Just ten months ago Jon Corzine – the former New Jersey Senator and Governor and prior to that a former Goldman Sachs CEO – was forced to testify in front of a Congressional committee to explain how $1.6 billion in assets were missing from his firm when he was CEO at the now bankrupt MF Global – a commodities brokerage firm. We constantly talk about responsibility and accountability and at the end of the day – the CEO is the boss … the CEO is the one that is responsible to ensure systems are in place to protect customers. This guy should be in jail, but instead … he’s plotting his next score.
“I simply do not know where the money is or why the accounts haven’t been reconciled.”
~Jon Corzine, Congressional testimony regarding MF Global
The NY Times is reporting that he may not only start his own hedge fund … he may avoid prosecution from any wrongdoing as CEO at MF Global HERE:
After 10 months of stitching together evidence on the firm’s demise, criminal investigators are concluding that chaos and porous risk controls at the firm, rather than fraud, allowed the money to disappear, according to people involved in the case.
Those developments indicate that federal prosecutors do not expect to file criminal charges against the former New Jersey governor. Mr. Corzine has not yet received assurances that he is free from scrutiny, but two rounds of interviews with former employees and a review of thousands of documents have left prosecutors without a case against him, say the people involved in the investigation who spoke on the condition of anonymity.
While the government’s findings would remove the darkest cloud looming over Mr.
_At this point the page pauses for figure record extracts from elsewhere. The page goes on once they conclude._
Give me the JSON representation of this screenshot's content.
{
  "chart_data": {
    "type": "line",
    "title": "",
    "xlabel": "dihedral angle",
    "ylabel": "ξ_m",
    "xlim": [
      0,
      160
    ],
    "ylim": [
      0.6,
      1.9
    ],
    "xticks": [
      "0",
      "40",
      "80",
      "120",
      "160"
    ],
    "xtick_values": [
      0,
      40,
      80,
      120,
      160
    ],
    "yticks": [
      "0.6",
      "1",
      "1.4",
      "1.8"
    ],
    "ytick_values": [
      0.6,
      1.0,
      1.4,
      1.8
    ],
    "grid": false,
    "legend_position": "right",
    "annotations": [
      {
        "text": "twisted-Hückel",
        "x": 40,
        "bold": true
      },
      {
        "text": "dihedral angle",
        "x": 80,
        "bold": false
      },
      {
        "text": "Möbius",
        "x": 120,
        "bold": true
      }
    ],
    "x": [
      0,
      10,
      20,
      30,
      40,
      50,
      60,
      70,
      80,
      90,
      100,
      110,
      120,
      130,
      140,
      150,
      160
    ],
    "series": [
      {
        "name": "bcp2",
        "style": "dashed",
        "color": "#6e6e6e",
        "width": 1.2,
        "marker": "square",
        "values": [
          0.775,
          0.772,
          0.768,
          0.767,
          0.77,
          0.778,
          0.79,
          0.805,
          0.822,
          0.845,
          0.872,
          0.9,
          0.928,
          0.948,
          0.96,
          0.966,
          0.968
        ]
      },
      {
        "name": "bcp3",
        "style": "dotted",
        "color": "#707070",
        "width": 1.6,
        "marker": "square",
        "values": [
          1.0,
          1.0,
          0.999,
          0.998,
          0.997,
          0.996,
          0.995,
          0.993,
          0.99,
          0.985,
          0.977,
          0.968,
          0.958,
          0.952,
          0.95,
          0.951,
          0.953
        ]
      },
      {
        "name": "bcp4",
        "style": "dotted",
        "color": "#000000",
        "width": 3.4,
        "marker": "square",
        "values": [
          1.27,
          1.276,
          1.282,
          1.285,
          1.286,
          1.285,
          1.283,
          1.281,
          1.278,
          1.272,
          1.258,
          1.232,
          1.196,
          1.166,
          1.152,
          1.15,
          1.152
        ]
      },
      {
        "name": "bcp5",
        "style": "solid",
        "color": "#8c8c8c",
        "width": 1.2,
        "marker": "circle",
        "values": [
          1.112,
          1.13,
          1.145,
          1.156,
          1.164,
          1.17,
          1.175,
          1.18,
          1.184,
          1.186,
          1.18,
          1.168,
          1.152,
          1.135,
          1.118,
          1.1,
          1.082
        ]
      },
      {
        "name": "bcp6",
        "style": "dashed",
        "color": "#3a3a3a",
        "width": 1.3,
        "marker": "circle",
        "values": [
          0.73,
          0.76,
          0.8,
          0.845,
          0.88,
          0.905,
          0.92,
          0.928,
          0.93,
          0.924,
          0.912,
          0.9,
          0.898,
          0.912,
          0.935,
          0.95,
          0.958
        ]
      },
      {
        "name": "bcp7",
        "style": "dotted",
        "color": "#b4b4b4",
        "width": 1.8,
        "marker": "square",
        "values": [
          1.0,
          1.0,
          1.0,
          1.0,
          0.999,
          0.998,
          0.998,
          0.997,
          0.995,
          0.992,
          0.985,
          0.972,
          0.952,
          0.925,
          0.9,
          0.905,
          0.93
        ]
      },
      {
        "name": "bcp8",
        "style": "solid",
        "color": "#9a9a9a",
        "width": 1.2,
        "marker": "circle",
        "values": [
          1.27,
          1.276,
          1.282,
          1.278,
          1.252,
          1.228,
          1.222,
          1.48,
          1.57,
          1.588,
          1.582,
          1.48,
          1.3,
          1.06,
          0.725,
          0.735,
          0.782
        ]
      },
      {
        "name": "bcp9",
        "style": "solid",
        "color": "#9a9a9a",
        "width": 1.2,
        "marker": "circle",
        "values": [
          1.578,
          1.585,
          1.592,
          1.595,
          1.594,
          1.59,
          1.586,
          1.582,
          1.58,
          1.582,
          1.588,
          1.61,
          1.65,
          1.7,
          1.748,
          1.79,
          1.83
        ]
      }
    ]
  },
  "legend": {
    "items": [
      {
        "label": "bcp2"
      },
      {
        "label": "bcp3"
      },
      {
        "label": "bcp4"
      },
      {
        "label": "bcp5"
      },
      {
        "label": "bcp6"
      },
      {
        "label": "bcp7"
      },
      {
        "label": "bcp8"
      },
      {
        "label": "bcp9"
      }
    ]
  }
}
Corzine — the threat of criminal charges — the former Goldman Sachs chief is not yet in the clear. A bankruptcy trustee on Wednesday joined customers’ lawsuits against Mr. Corzine, and regulators are still considering civil enforcement actions, which could cost him millions of dollars or ban him from working on Wall Street.
Mr. Corzine, in a bid to rebuild his image and engage his passion for trading, is weighing whether to start a hedge fund, according to people with knowledge of his plans. He is currently trading with his family’s wealth.
But that is what you do in Wall Street apparently according to Forbes HERE:
So what about that hedge fund Corzine is apparently considering? It’s only mildly surprising that he’s weighing that option. “Memories are very short on Wall Street,” says Dan Seiver chief economist at Reilly Financial Advisors, a San Diego wealth management firm.
Seiver points to the Barry Minkow. A convicted felon who went to jail for conducting a $100 million Ponzi scheme during the 1980s. After serving 25 years in jail, Minkow rejoined the world as a fraud detective helping the FBI and SEC identify financial fraud. Last year he was sentenced to another prison term for another run-in with securities fraud.
And who can forget John Meriwether, the former head of the collapsed Long-Term Capital Management which needed to be bailed out to the tune of $3.6 billion. He later founded other hedge funds including JWM Partners. “When that hedge fund was battered during the financial crisis — reports had it losing 44% — he shuttered it and started a third fund,” MarketWatch notes.
Vanity Fair does a great job putting together the background story on Jon Corzine’s time at MF Global HERE.
Reuters recaps Jon Corzine’s testimony in front of Congress below:
And yet – despite going bankrupt on bad bets and losing $1.6 billion in assets that are no longer accounted for … this is what Jon Corzine is doing while his customers lost everything.